As we concluded in October:
To accomplish his stated goals, there would need to be a real mobilization of working people that goes far beyond the electoral support and the support for modest reforms that he has assembled up to this point. What is needed is a real social movement, actively organizing to stop the rising reaction in the U.S. and to struggle for social progress on all fronts. It would take a social movement that doesn’t stop at the ballot box or support for politicians working within the system that constrains us. It would take a social movement that goes beyond single issues and single politicians and recognizes the interconnections between capitalism and most of the suffering that exists throughout our world. No one politician, no one political campaign, can substitute for an organized mass movement that can exercise real power in society.
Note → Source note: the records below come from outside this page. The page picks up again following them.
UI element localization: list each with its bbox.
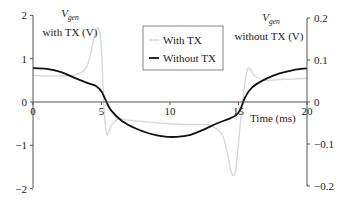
- left-y-tick-label: −1: [15, 139, 27, 151]
- left-y-tick-label: 2: [22, 9, 28, 21]
- x-tick-label: 0: [30, 105, 36, 117]
- x-tick-label: 5: [99, 105, 105, 117]
- x-tick-label: 20: [302, 105, 314, 117]
- svg-text:Vgen: Vgen: [262, 11, 280, 26]
- svg-text:Vgen: Vgen: [61, 7, 79, 22]
- svg-text:without TX (V): without TX (V): [235, 30, 304, 43]
- left-axis-label: Vgen with TX (V): [43, 7, 98, 39]
- right-y-tick-label: 0: [314, 96, 320, 108]
- svg-text:with TX (V): with TX (V): [43, 26, 98, 39]
- right-axis-label: Vgen without TX (V): [235, 11, 304, 43]
- right-y-tick-label: −0.1: [314, 138, 334, 150]
- chart: 05101520210−1−20.20.10−0.1−0.2 Vgen with…: [0, 0, 348, 202]
- x-tick-label: 10: [165, 105, 177, 117]
- left-y-tick-label: 1: [22, 53, 28, 65]
- left-y-tick-label: −2: [15, 183, 27, 195]
- left-y-tick-label: 0: [22, 96, 28, 108]
- x-axis-label: Time (ms): [250, 112, 296, 125]
- right-y-tick-label: −0.2: [314, 180, 334, 192]
- legend-label-with-tx: With TX: [163, 34, 202, 46]
- right-y-tick-label: 0.2: [314, 12, 328, 24]
- legend: With TX Without TX: [143, 26, 223, 70]
- right-y-tick-label: 0.1: [314, 54, 328, 66]
- legend-label-without-tx: Without TX: [163, 52, 216, 64]
- x-tick-label: 15: [233, 105, 245, 117]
In fact, as crucial as New York City is to the national and global economies, they are also essential to the well-being of the city and its residents. As big as the city is, it is not self-reliant. Its economy and its people are inseparable from the wider world. We are not going to solve our big problems in one city at a time. People in New York are at risk of climate catastrophe, nuclear war, and pandemics, like all people around the world. We need a politics that addresses all the crises we face.
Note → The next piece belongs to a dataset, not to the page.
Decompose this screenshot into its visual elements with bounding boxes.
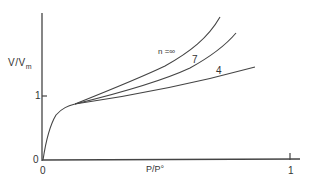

The kind of social movement needed both in New York and the broader world would mean workers in workplaces organizing to stand up to their managers and bosses and corporate owners. It would mean organizing and striking to challenge the right of the capitalists to own and profit from the production of food, clothing and shelter that everyone needs. It would mean working-class people uniting across racial and ethnic lines, immigration status, and national boundaries. It would mean workers’ organizations forming defense committees and preparing to defend not only their members but all working-class people and the immigrant workers who work alongside them. It would mean entire working-class neighborhoods and maybe even whole towns and cities standing strong against raids and attacks on workers that are intended to divide us and intimidate us. It would mean mass marches on the streets of major cities but also organized mass resistance in smaller cities and towns throughout the U.S. and elsewhere. It would take strikes that start in a few industries but then spread to many more industries. It would take workers on a large scale withholding labor, bringing the system to a halt, and ending the generation of profit that drives the system and on which the capitalists depend.
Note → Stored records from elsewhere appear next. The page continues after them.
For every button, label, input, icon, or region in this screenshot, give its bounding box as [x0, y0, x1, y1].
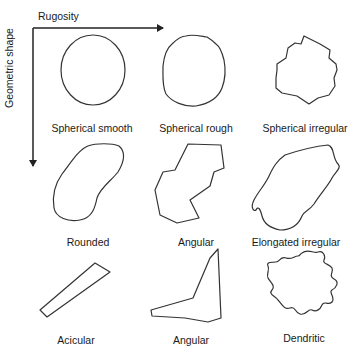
- rugosity-axis-label: Rugosity: [38, 10, 79, 22]
- label-angular-2: Angular: [173, 334, 209, 346]
- diagram-canvas: [0, 0, 354, 356]
- label-dendritic: Dendritic: [283, 332, 324, 344]
- label-acicular: Acicular: [57, 334, 94, 346]
- label-spherical-rough: Spherical rough: [159, 122, 233, 134]
- label-spherical-smooth: Spherical smooth: [51, 122, 132, 134]
- spherical-smooth-shape: [61, 35, 125, 105]
- spherical-irregular-shape: [276, 36, 337, 104]
- label-rounded: Rounded: [67, 236, 110, 248]
- rounded-shape: [53, 144, 123, 221]
- dendritic-shape: [267, 251, 337, 314]
- elongated-irregular-shape: [252, 145, 339, 230]
- acicular-shape: [40, 263, 110, 317]
- spherical-rough-shape: [163, 35, 225, 106]
- angular-shape-1: [155, 144, 224, 223]
- geometric-shape-axis-label: Geometric shape: [3, 28, 15, 108]
- label-angular-1: Angular: [178, 236, 214, 248]
- label-elongated-irregular: Elongated irregular: [252, 236, 341, 248]
- label-spherical-irregular: Spherical irregular: [262, 122, 347, 134]
- particle-shape-diagram: Rugosity Geometric shape Spherical smoot…: [0, 0, 354, 356]
- angular-shape-2: [151, 249, 221, 322]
No electoral campaign can do that, and no politician can do that. Particularly not in one city, surrounded inside and out by hostile forces. The most Zohran Mamdani and those like him can do is manage the suffering caused by the capitalist system in less painful ways or perhaps minimize the suffering that comes along with it.Zohran Mamdani’s campaign has reflected the pain and fear of millions of working-class New Yorkers with the conditions of their lives, as well as their frustration with business-as-usual politicians, whether Democrat or Republican. To have real hope for the future, we need to organize ourselves and not rely on politicians of the Democratic and Republican parties, no matter what they say or how well-meaning they may seem.